Director of Destroyer, Karyn Kusama.

[Photo: courtesy of Annapurna Pictures]

As game as Kidman was to play a spiritually bruised, morally ambiguous detective in perhaps the most ambitious, structurally pristine cops-and-robbers movie since Heat, not all viewers will be as eager to watch her. You may have noticed that there are not a ton of female antiheroes in pop culture. Mary-Louise Parker’s dope-dealing Nancy Botwin from Weeds comes to mind; as does Jodie Comer as Villanelle on BBC America’s Killing Eve and Amy Adams’s Camille Preaker from Sharp Objects. Maybe even Charlize Theron’s Mavis Gary in Young Adult, although she’s more of an emotional antihero. Whither the Antonia Soprano-type characters who are messy, law-flaunting female fuck-ups whom we still sort of root for?
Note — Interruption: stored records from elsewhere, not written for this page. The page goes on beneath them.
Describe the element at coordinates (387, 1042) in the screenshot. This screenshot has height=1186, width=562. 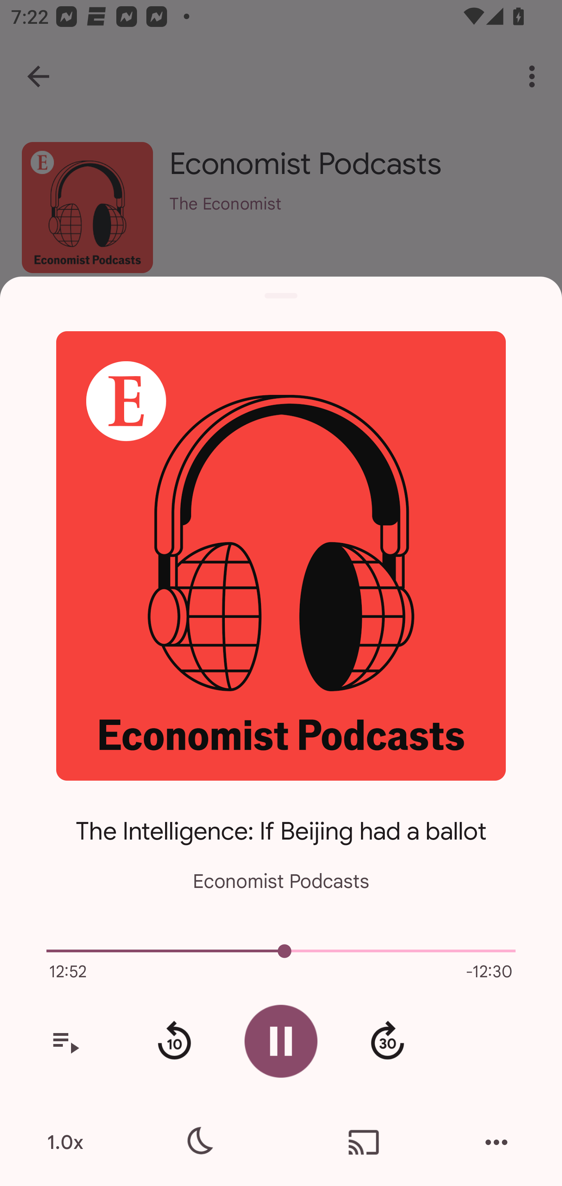
I see `Fast forward 30 second` at that location.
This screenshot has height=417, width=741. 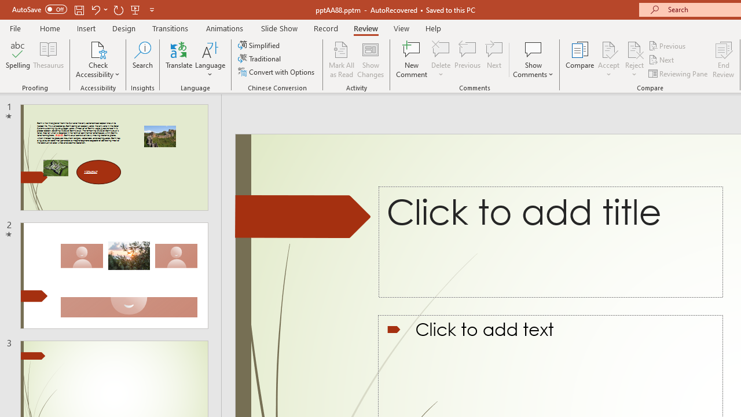 What do you see at coordinates (441, 59) in the screenshot?
I see `Delete` at bounding box center [441, 59].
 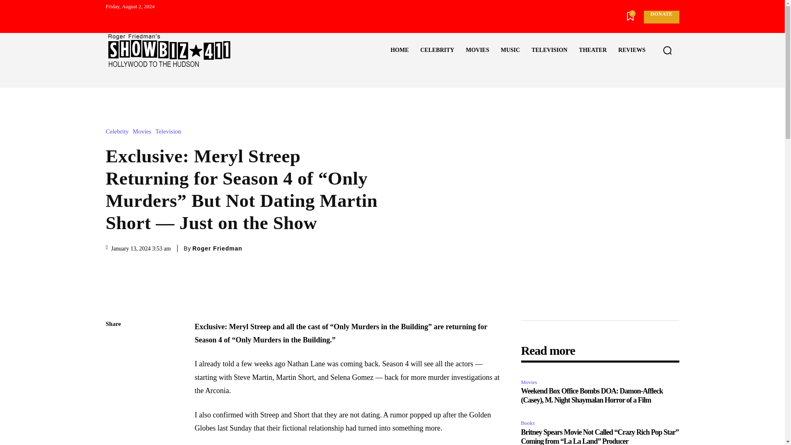 What do you see at coordinates (510, 50) in the screenshot?
I see `MUSIC` at bounding box center [510, 50].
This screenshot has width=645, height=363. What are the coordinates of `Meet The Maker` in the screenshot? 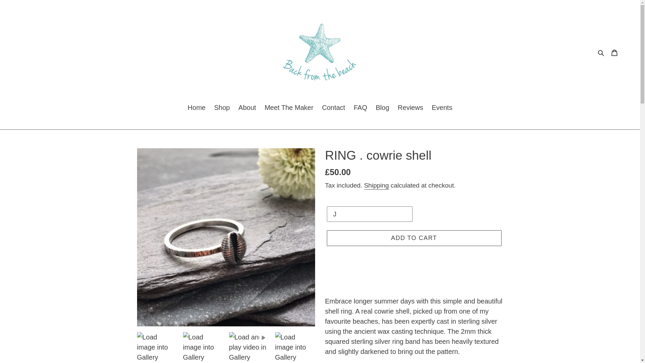 It's located at (289, 108).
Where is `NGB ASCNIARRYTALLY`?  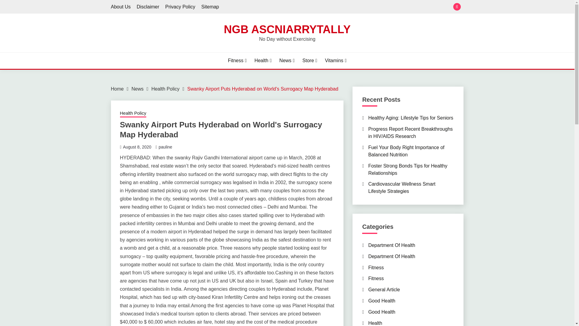 NGB ASCNIARRYTALLY is located at coordinates (287, 29).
“We obviously have circumstances in which a person’s transgressions, misbehaviors, most undignified moments can be celebrated culturally, and somehow that makes them real, that makes them authentic,” says Kusama, who is also married to Hay. “And I think for women, there is a bit of a double standard where we are meant to occupy one kind of space that’s culturally assigned and has very little to do with how women actually live in the world, and we are punished 100 times worse when we don’t occupy that space. As if we are somehow breaking some sort of cosmic contract with culture, which we’re not–we’re just living our lives!”

So, where does the blame go then for the lack of more female characters who are allowed to be complicated and flawed in the way men get to be? Is it the fault of gatekeepers who fear audiences won’t stand for seeing this sort of thing? Can actual, non-imaginary audiences handle a movie like Destroyer?

“It probably provokes a lot of feelings. I mean, I know it does–I’ve screened the movie,” Kusama says, laughing. “There’s men and women alike who are really freaked out and turned off by Erin Bell and by the movie. And to that, I say, ‘I don’t make movies for everyone.’ I make movies for myself in the hopes that that’s going to connect with people, and I do think part of what this character does is just take up a lot of space. She’s kind of a bull in a china shop. I just feel like I know those women and I’ve been that woman.”

When it comes down to whether audiences will be able to find that connection with a woman like Erin Bell once Destroyer is released on Christmas day–frankly, it’s not Kusama’s concern.

 

“For those viewers that aren’t able to arrive at any empathetic communion with this character, I can’t take care of that for them,” she says. “I can only do so much.”